Nature

Once upon a Time in Tsavo

Synopsis

In arid regions across Africa, a remarkable relationship between elephants and termites creates a waterhole – a green oasis which is central to every animal’s life. The story follows an extraordinary community of creatures, that call the waterhole ‘home’ over a season in their lives. They range from a family of elephants to a pair of hornbills (aka ‘Zazu’ of The Lion King) alongside dung-beetles, chameleons, bullfrogs, geese and killifish.

The elephant family provides the background. They are the ‘architects’ and heavy lifters, but the intriguing narrative centres on the characters that live alongside them – at elephant toe-nail height.

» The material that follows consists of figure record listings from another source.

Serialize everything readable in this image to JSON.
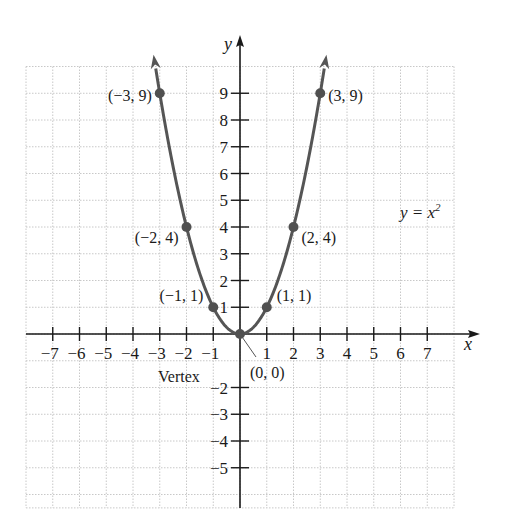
{
  "chart_data": {
    "type": "line",
    "title": "",
    "equation": "y = x^2",
    "xlabel": "x",
    "ylabel": "y",
    "xlim": [
      -8,
      8
    ],
    "ylim": [
      -6.5,
      10
    ],
    "grid": true,
    "x_ticks": [
      -7,
      -6,
      -5,
      -4,
      -3,
      -2,
      -1,
      1,
      2,
      3,
      4,
      5,
      6,
      7
    ],
    "y_ticks": [
      -5,
      -4,
      -3,
      -2,
      1,
      2,
      3,
      4,
      5,
      6,
      7,
      8,
      9
    ],
    "x_tick_labels": [
      "−7",
      "−6",
      "−5",
      "−4",
      "−3",
      "−2",
      "−1",
      "1",
      "2",
      "3",
      "4",
      "5",
      "6",
      "7"
    ],
    "y_tick_labels": [
      "−5",
      "−4",
      "−3",
      "−2",
      "1",
      "2",
      "3",
      "4",
      "5",
      "6",
      "7",
      "8",
      "9"
    ],
    "series": [
      {
        "name": "y = x^2",
        "function": "x^2",
        "domain": [
          -3.15,
          3.15
        ],
        "arrows_at_ends": true,
        "points": [
          {
            "x": -3,
            "y": 9,
            "label": "(−3, 9)"
          },
          {
            "x": -2,
            "y": 4,
            "label": "(−2, 4)"
          },
          {
            "x": -1,
            "y": 1,
            "label": "(−1, 1)"
          },
          {
            "x": 0,
            "y": 0,
            "label": "(0, 0)"
          },
          {
            "x": 1,
            "y": 1,
            "label": "(1, 1)"
          },
          {
            "x": 2,
            "y": 4,
            "label": "(2, 4)"
          },
          {
            "x": 3,
            "y": 9,
            "label": "(3, 9)"
          }
        ]
      }
    ],
    "annotations": [
      {
        "text": "Vertex",
        "points_to": [
          0,
          0
        ]
      },
      {
        "text": "y = x²",
        "position": [
          5.5,
          4.7
        ]
      }
    ]
  },
  "labels": {
    "x_axis": "x",
    "y_axis": "y",
    "equation_main": "y = x",
    "equation_exp": "2",
    "vertex": "Vertex",
    "origin_point": "(0, 0)"
  },
  "colors": {
    "curve": "#555555",
    "point": "#505050",
    "axis": "#1a1a1a",
    "grid": "#c8c8c8"
  }
}
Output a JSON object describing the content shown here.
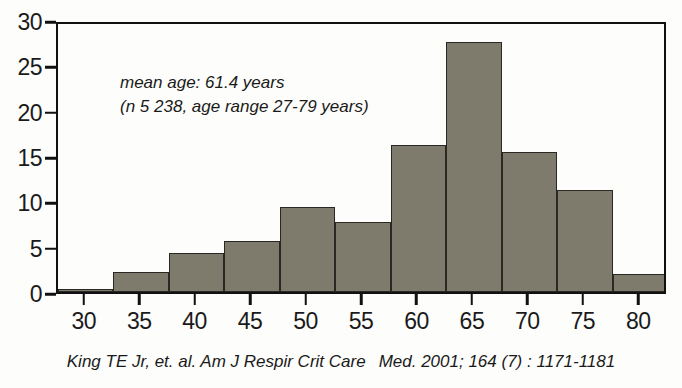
{
  "chart_data": {
    "type": "bar",
    "title": "",
    "subtitle": "",
    "xlabel": "",
    "ylabel": "",
    "xlim": [
      27.5,
      82.5
    ],
    "ylim": [
      0,
      30
    ],
    "grid": false,
    "legend": null,
    "bin_width": 5,
    "bin_starts": [
      27.5,
      32.5,
      37.5,
      42.5,
      47.5,
      52.5,
      57.5,
      62.5,
      67.5,
      72.5,
      77.5
    ],
    "categories": [
      "27.5-32.5",
      "32.5-37.5",
      "37.5-42.5",
      "42.5-47.5",
      "47.5-52.5",
      "52.5-57.5",
      "57.5-62.5",
      "62.5-67.5",
      "67.5-72.5",
      "72.5-77.5",
      "77.5-82.5"
    ],
    "values": [
      0.3,
      2.2,
      4.3,
      5.6,
      9.4,
      7.7,
      16.2,
      27.6,
      15.4,
      11.3,
      2.0
    ],
    "x_ticks": [
      30,
      35,
      40,
      45,
      50,
      55,
      60,
      65,
      70,
      75,
      80
    ],
    "x_tick_labels": [
      "30",
      "35",
      "40",
      "45",
      "50",
      "55",
      "60",
      "65",
      "70",
      "75",
      "80"
    ],
    "y_ticks": [
      0,
      5,
      10,
      15,
      20,
      25,
      30
    ],
    "y_tick_labels": [
      "0",
      "5",
      "10",
      "15",
      "20",
      "25",
      "30"
    ],
    "annotations": [
      "mean age: 61.4 years",
      "(n 5 238, age range 27-79 years)"
    ],
    "bar_color": "#7e7a6c",
    "bar_edge_color": "#2a2823",
    "axis_color": "#111111",
    "background_color": "#fdfdfb"
  },
  "annotation": {
    "line1": "mean age: 61.4 years",
    "line2": "(n 5 238, age range 27-79 years)"
  },
  "caption": {
    "part1": "King TE Jr, et. al. Am J Respir Crit Care",
    "part2": "Med. 2001; 164 (7) : 1171-1181",
    "full": "King TE Jr, et. al. Am J Respir Crit Care   Med. 2001; 164 (7) : 1171-1181"
  }
}
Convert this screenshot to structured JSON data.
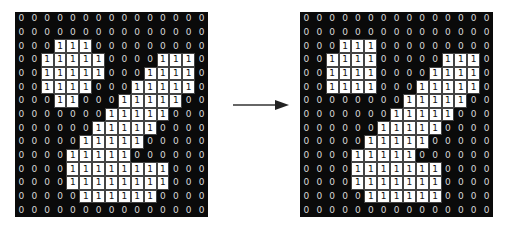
{
  "diagram": {
    "grid_size": {
      "rows": 15,
      "cols": 15
    },
    "colors": {
      "background_zero": "#0a0a0a",
      "one_cell": "#ffffff",
      "zero_text": "#d8d8d8",
      "one_text": "#111111"
    },
    "left_grid": [
      [
        0,
        0,
        0,
        0,
        0,
        0,
        0,
        0,
        0,
        0,
        0,
        0,
        0,
        0,
        0
      ],
      [
        0,
        0,
        0,
        0,
        0,
        0,
        0,
        0,
        0,
        0,
        0,
        0,
        0,
        0,
        0
      ],
      [
        0,
        0,
        0,
        1,
        1,
        1,
        0,
        0,
        0,
        0,
        0,
        0,
        0,
        0,
        0
      ],
      [
        0,
        0,
        1,
        1,
        1,
        1,
        1,
        0,
        0,
        0,
        0,
        1,
        1,
        1,
        0
      ],
      [
        0,
        0,
        1,
        1,
        1,
        1,
        1,
        0,
        0,
        0,
        1,
        1,
        1,
        1,
        0
      ],
      [
        0,
        0,
        1,
        1,
        1,
        1,
        0,
        0,
        0,
        1,
        1,
        1,
        1,
        1,
        0
      ],
      [
        0,
        0,
        0,
        1,
        1,
        0,
        0,
        0,
        1,
        1,
        1,
        1,
        1,
        0,
        0
      ],
      [
        0,
        0,
        0,
        0,
        0,
        0,
        0,
        1,
        1,
        1,
        1,
        1,
        0,
        0,
        0
      ],
      [
        0,
        0,
        0,
        0,
        0,
        0,
        1,
        1,
        1,
        1,
        1,
        0,
        0,
        0,
        0
      ],
      [
        0,
        0,
        0,
        0,
        0,
        1,
        1,
        1,
        1,
        1,
        0,
        0,
        0,
        0,
        0
      ],
      [
        0,
        0,
        0,
        0,
        1,
        1,
        1,
        1,
        1,
        0,
        0,
        0,
        0,
        0,
        0
      ],
      [
        0,
        0,
        0,
        0,
        1,
        1,
        1,
        1,
        1,
        1,
        1,
        1,
        0,
        0,
        0
      ],
      [
        0,
        0,
        0,
        0,
        1,
        1,
        1,
        1,
        1,
        1,
        1,
        1,
        0,
        0,
        0
      ],
      [
        0,
        0,
        0,
        0,
        0,
        1,
        1,
        1,
        1,
        1,
        1,
        0,
        0,
        0,
        0
      ],
      [
        0,
        0,
        0,
        0,
        0,
        0,
        0,
        0,
        0,
        0,
        0,
        0,
        0,
        0,
        0
      ]
    ],
    "right_grid": [
      [
        0,
        0,
        0,
        0,
        0,
        0,
        0,
        0,
        0,
        0,
        0,
        0,
        0,
        0,
        0
      ],
      [
        0,
        0,
        0,
        0,
        0,
        0,
        0,
        0,
        0,
        0,
        0,
        0,
        0,
        0,
        0
      ],
      [
        0,
        0,
        0,
        1,
        1,
        1,
        0,
        0,
        0,
        0,
        0,
        0,
        0,
        0,
        0
      ],
      [
        0,
        0,
        1,
        1,
        1,
        1,
        0,
        0,
        0,
        0,
        0,
        1,
        1,
        1,
        0
      ],
      [
        0,
        0,
        1,
        1,
        1,
        1,
        0,
        0,
        0,
        0,
        1,
        1,
        1,
        1,
        0
      ],
      [
        0,
        0,
        1,
        1,
        1,
        1,
        0,
        0,
        0,
        1,
        1,
        1,
        1,
        1,
        0
      ],
      [
        0,
        0,
        0,
        0,
        0,
        0,
        0,
        0,
        1,
        1,
        1,
        1,
        1,
        0,
        0
      ],
      [
        0,
        0,
        0,
        0,
        0,
        0,
        0,
        1,
        1,
        1,
        1,
        1,
        0,
        0,
        0
      ],
      [
        0,
        0,
        0,
        0,
        0,
        0,
        1,
        1,
        1,
        1,
        1,
        0,
        0,
        0,
        0
      ],
      [
        0,
        0,
        0,
        0,
        0,
        1,
        1,
        1,
        1,
        1,
        0,
        0,
        0,
        0,
        0
      ],
      [
        0,
        0,
        0,
        0,
        1,
        1,
        1,
        1,
        1,
        0,
        0,
        0,
        0,
        0,
        0
      ],
      [
        0,
        0,
        0,
        0,
        1,
        1,
        1,
        1,
        1,
        1,
        1,
        0,
        0,
        0,
        0
      ],
      [
        0,
        0,
        0,
        0,
        1,
        1,
        1,
        1,
        1,
        1,
        1,
        0,
        0,
        0,
        0
      ],
      [
        0,
        0,
        0,
        0,
        0,
        1,
        1,
        1,
        1,
        1,
        1,
        0,
        0,
        0,
        0
      ],
      [
        0,
        0,
        0,
        0,
        0,
        0,
        0,
        0,
        0,
        0,
        0,
        0,
        0,
        0,
        0
      ]
    ],
    "arrow": {
      "direction": "right",
      "icon": "arrow-right-icon"
    }
  }
}
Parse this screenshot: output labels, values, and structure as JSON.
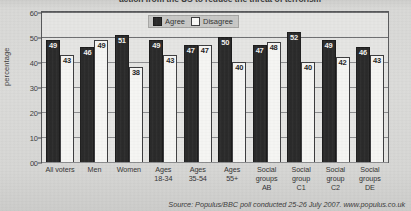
{
  "title_fragment": "action from the US to reduce the threat of terrorism",
  "legend": {
    "agree_label": "Agree",
    "disagree_label": "Disagree"
  },
  "axis": {
    "ylabel": "percentage",
    "yticks": [
      "60",
      "50",
      "40",
      "30",
      "20",
      "10",
      "0"
    ]
  },
  "source": "Source: Populus/BBC poll conducted 25-26 July 2007. www.populus.co.uk",
  "colors": {
    "agree": "#2b2b2b",
    "disagree": "#f6f6f4",
    "plot_background": "#e6e6e4",
    "page_background": "#d8d8d6"
  },
  "chart_data": {
    "type": "bar",
    "title": "action from the US to reduce the threat of terrorism",
    "xlabel": "",
    "ylabel": "percentage",
    "ylim": [
      0,
      60
    ],
    "ytick_step": 10,
    "grid": true,
    "legend_position": "top-center",
    "categories": [
      "All voters",
      "Men",
      "Women",
      "Ages 18-34",
      "Ages 35-54",
      "Ages 55+",
      "Social groups AB",
      "Social group C1",
      "Social group C2",
      "Social groups DE"
    ],
    "category_lines": [
      [
        "All voters"
      ],
      [
        "Men"
      ],
      [
        "Women"
      ],
      [
        "Ages",
        "18-34"
      ],
      [
        "Ages",
        "35-54"
      ],
      [
        "Ages",
        "55+"
      ],
      [
        "Social",
        "groups",
        "AB"
      ],
      [
        "Social",
        "group",
        "C1"
      ],
      [
        "Social",
        "group",
        "C2"
      ],
      [
        "Social",
        "groups",
        "DE"
      ]
    ],
    "series": [
      {
        "name": "Agree",
        "color": "#2b2b2b",
        "values": [
          49,
          46,
          51,
          49,
          47,
          50,
          47,
          52,
          49,
          46
        ]
      },
      {
        "name": "Disagree",
        "color": "#f6f6f4",
        "values": [
          43,
          49,
          38,
          43,
          47,
          40,
          48,
          40,
          42,
          43
        ]
      }
    ]
  }
}
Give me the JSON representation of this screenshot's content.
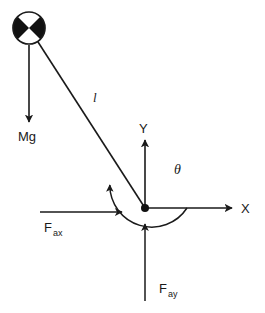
{
  "diagram": {
    "geometry": {
      "width": 265,
      "height": 313,
      "origin_x": 145,
      "origin_y": 208,
      "bob_center_x": 29,
      "bob_center_y": 28,
      "bob_radius": 16,
      "string_label_x": 93,
      "string_label_y": 102,
      "mg_arrow_x": 29,
      "mg_arrow_top_y": 45,
      "mg_arrow_bottom_y": 122,
      "mg_label_x": 18,
      "mg_label_y": 141,
      "x_axis_end_x": 232,
      "x_axis_label_x": 241,
      "x_axis_label_y": 213,
      "y_axis_end_y": 140,
      "y_axis_label_x": 139,
      "y_axis_label_y": 133,
      "theta_arc_radius": 42,
      "theta_arc_start_deg": 0,
      "theta_arc_end_deg": 147,
      "theta_label_x": 174,
      "theta_label_y": 174,
      "fax_arrow_start_x": 40,
      "fax_arrow_end_x": 122,
      "fax_arrow_y": 212,
      "fax_label_x": 44,
      "fax_label_y": 232,
      "fay_arrow_x": 145,
      "fay_arrow_start_y": 301,
      "fay_arrow_end_y": 224,
      "fay_label_x": 159,
      "fay_label_y": 293
    },
    "colors": {
      "stroke": "#1a1a1a",
      "fill_black": "#111111",
      "fill_white": "#ffffff",
      "background": "#ffffff"
    },
    "labels": {
      "string_length": "l",
      "weight": "Mg",
      "x_axis": "X",
      "y_axis": "Y",
      "angle": "θ",
      "force_ax_base": "F",
      "force_ax_sub": "ax",
      "force_ay_base": "F",
      "force_ay_sub": "ay"
    },
    "elements": {
      "bob_name": "pendulum-bob",
      "string_name": "pendulum-string",
      "origin_name": "origin-point"
    }
  }
}
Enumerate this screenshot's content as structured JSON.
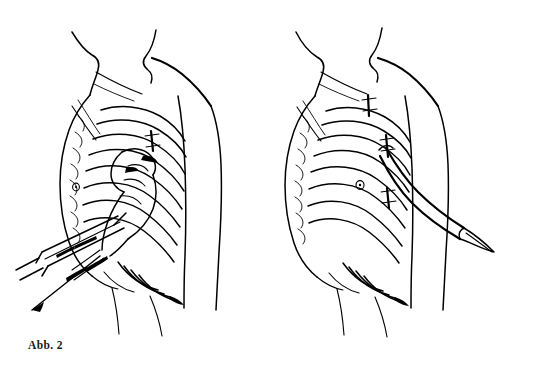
{
  "page": {
    "background_color": "#ffffff",
    "ink_color": "#000000",
    "width": 536,
    "height": 370,
    "style": "medical line drawing, pen and ink"
  },
  "figures": [
    {
      "id": "figure-left",
      "caption": "Abb. 2",
      "subject": "thoracentesis / pleural puncture",
      "description": "Line drawing of a human torso seen from the left front, with rib cage outlined, a hand gripping a syringe whose needle is inserted between the ribs of the lateral chest wall",
      "elements": [
        "neck-outline",
        "shoulder-and-arm-outline",
        "torso-outline",
        "rib-cage",
        "costal-margin",
        "nipple-marker",
        "hand-holding-syringe",
        "needle-at-insertion-site",
        "syringe-barrel",
        "syringe-plunger"
      ]
    },
    {
      "id": "figure-right",
      "caption": "Abb. 3",
      "subject": "chest tube / pleural drainage",
      "description": "Line drawing of the same torso with a drainage catheter emerging from an intercostal space and curving downward and outward across the arm, ending in a tapered tip",
      "elements": [
        "neck-outline",
        "shoulder-and-arm-outline",
        "torso-outline",
        "rib-cage",
        "costal-margin",
        "nipple-marker",
        "intercostal-marker-upper",
        "intercostal-marker-middle",
        "intercostal-marker-lower",
        "drainage-tube",
        "drainage-tube-tip"
      ]
    }
  ],
  "captions": {
    "left": "Abb. 2",
    "right": "Abb. 3"
  }
}
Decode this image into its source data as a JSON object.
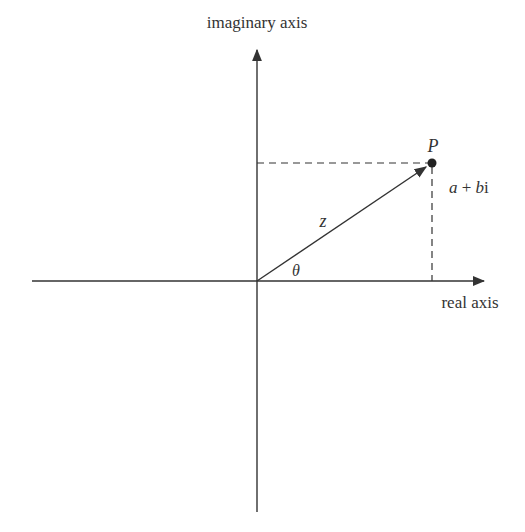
{
  "diagram": {
    "labels": {
      "imaginary_axis": "imaginary axis",
      "real_axis": "real axis",
      "point": "P",
      "complex_number": "a + bi",
      "complex_a": "a",
      "complex_plus": " + ",
      "complex_b": "b",
      "complex_i": "i",
      "modulus": "z",
      "angle": "θ"
    },
    "geometry": {
      "origin": [
        257,
        281
      ],
      "point_p": [
        432,
        163
      ],
      "real_axis_range": [
        32,
        486
      ],
      "imaginary_axis_range": [
        48,
        512
      ]
    },
    "colors": {
      "line": "#333333",
      "text": "#333333",
      "background": "#ffffff"
    }
  }
}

Their Tsavo waterhole home exists for just a few months each year. One moment it’s a dusty depression in a parched landscape, the next a bustling oasis. Its creation relies on both termites and elephants. Deep underground, termites make clay by mixing minerals with organic matter and saliva. They bring it to the surface to build their mound – and that attracts elephants. Elephants excavate and eat the clay for the minerals it contains, which creates a hollow in the landscape. When it rains, they roll in the mud. A single visit by a herd can remove a ton of mud. The more mud they walk away with, the deeper the hollow becomes, so the more water it holds and the longer it lasts – a waterhole is born.

As soon as it rains, water tracks down the elephant paths and it bursts into life. The race is then on for its residents to raise their families. It is when they come into contact with the waterhole’s creators – where dung beetles push their balls between elephants’ feet, where chameleons ambush butterflies that flock to elephant dung, where they all have to avoid the giants that move among them. The dramas of the smaller characters drive the narrative – the interactions they have with the larger visitors and predators, as they seek to raise their families. We establish the animal characters and return to them time and again as they struggle to survive.

The hornbills nest in a hollow tree beside the water to try and keep their family safe from snakes, tiny Thumbelina frogs sleep inside water lily flowers only to be ousted by bees in the morning, yellow-billed storks hunt mating killifish – we follow the varied fortunes of a cast of little-known animals who call the waterhole ‘home’. Some dramas are tiny, others are huge. One day their world is overturned as a flock of millions of quelea descends on the waterhole, drawing in predators from all over Tsavo

The behaviours and interactions are new and exciting, many have never been filmed before and some are new to science; the result of the filmmakers spending four years filming.

Above all, is the imperative to find a mate and raise a family – without being eaten AND before the waterhole dries. All that they can be sure of is that one day the water will disappear – when that happens, the herds are forced to move on, but the smaller animals cannot move with them. They must employ extraordinary strategies if they are to survive. Some fish and frogs cocoon themselves underground and enter a deep hibernation-like sleep. Above them, the mud hardens and they become entombed. Others survive only as eggs in the dust. Tree frogs sit out in the open, covered by a lacquer that they dare not break – or they would shrivel and die within hours.

All are waiting for that day, when away to the East, the clouds start to build… but when that fails to happen, drought follows and their survival is in doubt.

All are desperately waiting for rain…

The drought finally breaks with the flowering of the rain bush. The waterhole fills again –the animals return and baby tortoises and chameleons hatch from their eggs and emerge. But from the moment the sun comes out, the clock begins counting down once again…

Some of Tsavo’s waterholes last for decades – but eventually each will fall victim to its own success. The more popular a waterhole becomes, the more the grass and trees around it get eaten. The hooves of visiting animals break up the topsoil and then every time it rains, their paths and tracks funnel silt-laden runoff down into the waterhole. For a while it may hold its own, but once more silt accumulates than the elephants remove, the waterhole’s fate is sealed. Each year it is smaller and shallower. Eventually, succession triumphs and dense grass and bush show where there was once a waterhole.

However, as long as there are elephants roaming across Tsavo, one day a family will stop on the site of an old termite mound. They’ll roll and walk away covered in mud – and a waterhole will be born once again.